What are LHR video cards?
What's LHR?
LHR stands for Little Hash Rate. This is a driver update by NVIDIA that was released in May, to ensure crypto miners don't profit from the powerful video cards as much. The NVIDIA RTX 3000 series was launched in September 2020, but Ethereum miners also really liked it, for example. As a result, the cards weren't as available for gamers. With this update, NVIDIA makes it harder for crypto miners and gamers have a better chance at getting a powerful video card.
Crypto mining with video cards
The high hash rate is what makes the NVIDIA RTX 3000 series interesting to crypto miners. These miners use the video cards in a mining rack that bring in crypto currencies. The processing power/hash rate of the new video cards allowed miners to make a lot of money, which is why NVIDIA implemented this update. In addition, gamers often had a poor chance of getting an RTX 3000 GPU because miners but most of them. With this update, NVIDIA hopes that the video cards only end up in the hands of gamers.

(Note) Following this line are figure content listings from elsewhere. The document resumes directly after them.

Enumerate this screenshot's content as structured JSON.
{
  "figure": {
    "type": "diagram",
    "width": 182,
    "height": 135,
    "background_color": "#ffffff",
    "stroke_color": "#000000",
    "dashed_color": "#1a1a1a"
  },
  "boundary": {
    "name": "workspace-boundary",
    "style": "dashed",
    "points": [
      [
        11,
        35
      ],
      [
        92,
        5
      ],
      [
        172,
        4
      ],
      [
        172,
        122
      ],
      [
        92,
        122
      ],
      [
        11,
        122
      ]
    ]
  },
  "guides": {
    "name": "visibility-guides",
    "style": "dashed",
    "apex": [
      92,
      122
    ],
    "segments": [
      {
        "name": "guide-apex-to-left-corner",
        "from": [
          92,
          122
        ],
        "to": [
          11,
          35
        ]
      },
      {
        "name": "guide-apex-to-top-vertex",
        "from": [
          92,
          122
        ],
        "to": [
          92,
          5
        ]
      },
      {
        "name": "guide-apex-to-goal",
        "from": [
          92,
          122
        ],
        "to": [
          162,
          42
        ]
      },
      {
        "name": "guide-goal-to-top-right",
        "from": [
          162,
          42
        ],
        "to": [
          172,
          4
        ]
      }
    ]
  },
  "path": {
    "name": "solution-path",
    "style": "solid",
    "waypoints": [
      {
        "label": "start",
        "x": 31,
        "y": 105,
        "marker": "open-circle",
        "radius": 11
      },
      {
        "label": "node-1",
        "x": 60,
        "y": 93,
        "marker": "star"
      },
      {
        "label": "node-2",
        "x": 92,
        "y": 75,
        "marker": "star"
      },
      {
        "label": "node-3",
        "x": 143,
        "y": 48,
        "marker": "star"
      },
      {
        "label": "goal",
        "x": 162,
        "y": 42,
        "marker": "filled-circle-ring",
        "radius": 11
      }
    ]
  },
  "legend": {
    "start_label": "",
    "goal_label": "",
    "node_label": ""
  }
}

Does LHR affect gaming performance?
A lower processing power doesn't always mean less performance. Luckily, this also isn't the case for gaming. The hash rate only affects the crypto mining performance. The clock speed, number of CUDA cores, RAM, and ray tracing technology all remain the same. So an NVIDIA RTX 3090 still reaches a high number of frames per second in 4K. The update was only created to stop crypto mining with new GPUs.

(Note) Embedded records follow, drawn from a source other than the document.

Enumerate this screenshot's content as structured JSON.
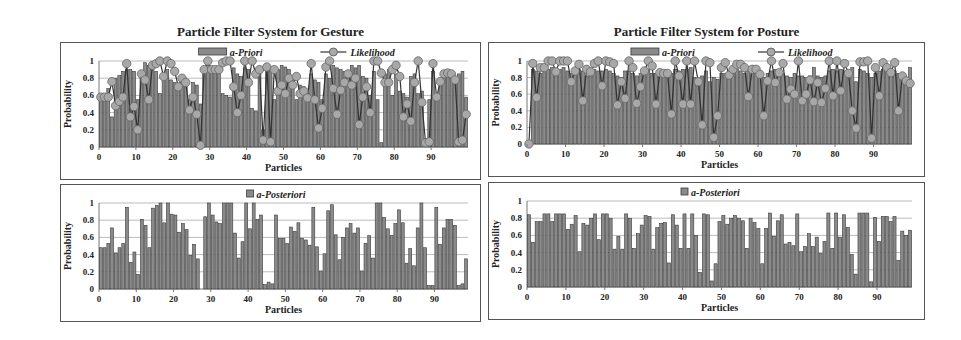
{
  "titles": {
    "gesture": "Particle Filter System for Gesture",
    "posture": "Particle Filter System for Posture"
  },
  "colors": {
    "bar_fill": "#8a8a8a",
    "bar_stroke": "#3a3a3a",
    "marker_fill": "#a8a8a8",
    "marker_stroke": "#666666",
    "line": "#333333",
    "grid": "#bbbbbb"
  },
  "chart_data": [
    {
      "id": "gesture_prior",
      "type": "bar+line",
      "title": "Particle Filter System for Gesture",
      "xlabel": "Particles",
      "ylabel": "Probability",
      "ylim": [
        0,
        1
      ],
      "yticks": [
        "0",
        "0.2",
        "0.4",
        "0.6",
        "0.8",
        "1"
      ],
      "xticks": [
        "0",
        "10",
        "20",
        "30",
        "40",
        "50",
        "60",
        "70",
        "80",
        "90"
      ],
      "grid": true,
      "legend": [
        "a-Priori",
        "Likelihood"
      ],
      "series": [
        {
          "name": "a-Priori",
          "type": "bar",
          "values": [
            0.55,
            0.58,
            0.68,
            0.35,
            0.8,
            0.83,
            0.88,
            0.9,
            0.9,
            0.88,
            0.55,
            0.85,
            0.98,
            0.95,
            0.9,
            0.88,
            0.62,
            0.85,
            0.9,
            0.78,
            0.75,
            0.7,
            0.75,
            0.78,
            0.55,
            0.75,
            0.72,
            0.5,
            0.92,
            0.95,
            0.92,
            0.9,
            0.92,
            0.62,
            0.6,
            0.58,
            0.92,
            0.85,
            0.82,
            0.92,
            0.9,
            0.45,
            0.42,
            0.85,
            0.2,
            0.95,
            0.9,
            0.55,
            0.9,
            0.95,
            0.93,
            0.9,
            0.82,
            0.55,
            0.72,
            0.7,
            0.62,
            0.85,
            0.78,
            0.75,
            0.55,
            0.85,
            0.8,
            0.95,
            0.92,
            0.9,
            0.88,
            0.82,
            0.95,
            0.92,
            0.95,
            0.82,
            0.8,
            0.6,
            0.88,
            0.55,
            0.05,
            0.85,
            0.9,
            0.6,
            0.85,
            0.65,
            0.62,
            0.58,
            0.82,
            0.85,
            0.62,
            0.65,
            0.1,
            0.55,
            0.88,
            0.55,
            0.8,
            0.88,
            0.88,
            0.85,
            0.78,
            0.85,
            0.88,
            0.58
          ]
        },
        {
          "name": "Likelihood",
          "type": "line",
          "values": [
            0.58,
            0.58,
            0.58,
            0.76,
            0.48,
            0.53,
            0.58,
            0.97,
            0.35,
            0.47,
            0.2,
            0.85,
            0.78,
            0.55,
            0.95,
            0.97,
            1.0,
            0.82,
            1.0,
            0.97,
            0.88,
            0.7,
            0.8,
            0.75,
            0.43,
            0.58,
            0.38,
            0.02,
            0.9,
            1.0,
            0.9,
            0.9,
            0.9,
            0.98,
            1.0,
            1.0,
            0.7,
            0.4,
            0.6,
            1.0,
            0.75,
            1.0,
            0.85,
            0.9,
            0.08,
            0.93,
            0.06,
            0.9,
            0.65,
            0.72,
            0.62,
            0.8,
            0.72,
            0.82,
            0.62,
            0.65,
            0.57,
            0.97,
            0.55,
            0.22,
            0.45,
            0.93,
            1.0,
            0.68,
            0.38,
            0.66,
            0.75,
            0.85,
            0.72,
            0.8,
            0.26,
            0.58,
            0.7,
            0.4,
            1.0,
            1.0,
            0.86,
            0.75,
            0.75,
            0.9,
            0.95,
            0.82,
            0.35,
            0.5,
            0.3,
            0.75,
            1.0,
            0.52,
            0.05,
            0.06,
            0.97,
            0.58,
            0.76,
            0.85,
            0.86,
            0.85,
            0.78,
            0.06,
            0.08,
            0.38
          ]
        }
      ]
    },
    {
      "id": "gesture_posterior",
      "type": "bar",
      "xlabel": "Particles",
      "ylabel": "Probability",
      "ylim": [
        0,
        1
      ],
      "yticks": [
        "0",
        "0.2",
        "0.4",
        "0.6",
        "0.8",
        "1"
      ],
      "xticks": [
        "0",
        "10",
        "20",
        "30",
        "40",
        "50",
        "60",
        "70",
        "80",
        "90"
      ],
      "grid": true,
      "legend": [
        "a-Posteriori"
      ],
      "series": [
        {
          "name": "a-Posteriori",
          "values": [
            0.48,
            0.48,
            0.53,
            0.71,
            0.42,
            0.48,
            0.53,
            0.95,
            0.31,
            0.43,
            0.17,
            0.81,
            0.74,
            0.48,
            0.94,
            0.97,
            1.0,
            0.77,
            1.0,
            0.87,
            0.86,
            0.66,
            0.76,
            0.69,
            0.39,
            0.52,
            0.35,
            0.0,
            0.84,
            1.0,
            0.86,
            0.78,
            0.76,
            1.0,
            1.0,
            1.0,
            0.65,
            0.36,
            0.55,
            1.0,
            0.7,
            1.0,
            0.81,
            0.86,
            0.05,
            0.08,
            0.06,
            0.86,
            0.59,
            0.59,
            0.53,
            0.72,
            0.67,
            0.77,
            0.59,
            0.57,
            0.51,
            0.95,
            0.49,
            0.21,
            0.41,
            0.91,
            0.98,
            0.63,
            0.34,
            0.6,
            0.71,
            0.76,
            0.65,
            0.71,
            0.21,
            0.53,
            0.62,
            0.36,
            1.0,
            1.0,
            0.83,
            0.7,
            0.62,
            0.76,
            0.92,
            0.77,
            0.3,
            0.47,
            0.27,
            0.71,
            1.0,
            0.48,
            0.04,
            0.04,
            0.95,
            0.52,
            0.71,
            0.81,
            0.81,
            0.74,
            0.04,
            0.06,
            0.35
          ]
        }
      ]
    },
    {
      "id": "posture_prior",
      "type": "bar+line",
      "title": "Particle Filter System for Posture",
      "xlabel": "Particles",
      "ylabel": "Probability",
      "ylim": [
        0,
        1
      ],
      "yticks": [
        "0",
        "0.2",
        "0.4",
        "0.6",
        "0.8",
        "1"
      ],
      "xticks": [
        "0",
        "10",
        "20",
        "30",
        "40",
        "50",
        "60",
        "70",
        "80",
        "90"
      ],
      "grid": true,
      "legend": [
        "a-Priori",
        "Likelihood"
      ],
      "series": [
        {
          "name": "a-Priori",
          "type": "bar",
          "values": [
            0.0,
            0.9,
            0.88,
            0.85,
            0.88,
            0.9,
            0.92,
            0.9,
            0.9,
            0.92,
            0.88,
            0.85,
            0.88,
            0.9,
            0.88,
            0.82,
            0.88,
            0.9,
            0.88,
            0.88,
            0.9,
            0.88,
            0.85,
            0.82,
            0.8,
            0.88,
            0.88,
            0.85,
            0.82,
            0.85,
            0.88,
            0.9,
            0.85,
            0.85,
            0.85,
            0.82,
            0.82,
            0.85,
            0.9,
            0.88,
            0.9,
            0.9,
            0.92,
            0.8,
            0.78,
            0.82,
            0.88,
            0.75,
            0.8,
            0.78,
            0.85,
            0.85,
            0.88,
            0.88,
            0.9,
            0.88,
            0.85,
            0.88,
            0.88,
            0.85,
            0.82,
            0.8,
            0.85,
            0.88,
            0.9,
            0.88,
            0.85,
            0.82,
            0.8,
            0.85,
            0.82,
            0.82,
            0.8,
            0.82,
            0.92,
            0.82,
            0.8,
            0.82,
            0.88,
            0.9,
            0.88,
            0.9,
            0.88,
            0.85,
            0.92,
            0.75,
            0.9,
            0.88,
            0.85,
            0.8,
            0.85,
            0.88,
            0.9,
            0.9,
            0.88,
            0.88,
            0.85,
            0.82,
            0.8,
            0.92
          ]
        },
        {
          "name": "Likelihood",
          "type": "line",
          "values": [
            0.0,
            0.97,
            0.56,
            0.92,
            0.92,
            1.0,
            1.0,
            0.87,
            1.0,
            1.0,
            1.0,
            0.75,
            0.88,
            0.96,
            0.52,
            0.9,
            0.87,
            0.97,
            1.0,
            0.7,
            1.0,
            0.99,
            0.97,
            0.47,
            0.75,
            0.55,
            1.0,
            0.92,
            0.49,
            0.69,
            0.88,
            1.0,
            0.94,
            0.48,
            0.86,
            0.85,
            0.85,
            0.36,
            1.0,
            0.82,
            0.48,
            1.0,
            0.48,
            1.0,
            0.75,
            0.23,
            1.0,
            0.98,
            0.08,
            0.34,
            0.92,
            0.98,
            0.83,
            0.9,
            0.96,
            0.96,
            0.92,
            0.57,
            0.9,
            0.9,
            0.84,
            0.34,
            0.76,
            1.0,
            0.74,
            0.86,
            0.97,
            0.54,
            0.66,
            0.6,
            1.0,
            0.52,
            0.6,
            0.77,
            0.51,
            0.74,
            0.5,
            0.67,
            1.0,
            0.58,
            1.0,
            0.64,
            0.97,
            0.85,
            0.4,
            0.19,
            0.99,
            0.99,
            1.0,
            0.07,
            0.92,
            0.58,
            0.98,
            0.92,
            0.86,
            0.98,
            0.4,
            0.82,
            0.76,
            0.73
          ]
        }
      ]
    },
    {
      "id": "posture_posterior",
      "type": "bar",
      "xlabel": "Particles",
      "ylabel": "Probability",
      "ylim": [
        0,
        1
      ],
      "yticks": [
        "0",
        "0.2",
        "0.4",
        "0.6",
        "0.8",
        "1"
      ],
      "xticks": [
        "0",
        "10",
        "20",
        "30",
        "40",
        "50",
        "60",
        "70",
        "80",
        "90"
      ],
      "grid": true,
      "legend": [
        "a-Posteriori"
      ],
      "series": [
        {
          "name": "a-Posteriori",
          "values": [
            0.84,
            0.52,
            0.76,
            0.76,
            0.85,
            0.85,
            0.76,
            0.85,
            0.85,
            0.85,
            0.67,
            0.73,
            0.83,
            0.41,
            0.74,
            0.72,
            0.8,
            0.85,
            0.55,
            0.85,
            0.85,
            0.8,
            0.44,
            0.59,
            0.44,
            0.85,
            0.8,
            0.45,
            0.62,
            0.72,
            0.83,
            0.82,
            0.44,
            0.69,
            0.74,
            0.75,
            0.28,
            0.84,
            0.72,
            0.45,
            0.85,
            0.45,
            0.85,
            0.6,
            0.17,
            0.85,
            0.84,
            0.07,
            0.27,
            0.76,
            0.83,
            0.73,
            0.8,
            0.83,
            0.8,
            0.77,
            0.45,
            0.8,
            0.75,
            0.68,
            0.27,
            0.68,
            0.86,
            0.59,
            0.77,
            0.84,
            0.5,
            0.52,
            0.48,
            0.85,
            0.41,
            0.47,
            0.62,
            0.47,
            0.58,
            0.39,
            0.53,
            0.86,
            0.45,
            0.86,
            0.58,
            0.84,
            0.69,
            0.38,
            0.15,
            0.86,
            0.86,
            0.86,
            0.06,
            0.81,
            0.53,
            0.82,
            0.82,
            0.76,
            0.82,
            0.31,
            0.65,
            0.6,
            0.66
          ]
        }
      ]
    }
  ]
}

Which video cards have a lite has rate?
You can't tell if a video card has a lite hash rate by looking at it. All NVIDIA video cards that were released in May have received a different product code. The RTX 3060 Ti, RTX 3070 Ti, and RTX 3080 Ti GPUs all have a lite hash rate. LHR isn't indicated on the packaging of the video card, but you can find it with the code. The product code of a non-LHR video card would be GA102-200-A1, and that of a video card with LHR would be GA102-202-A1, for example.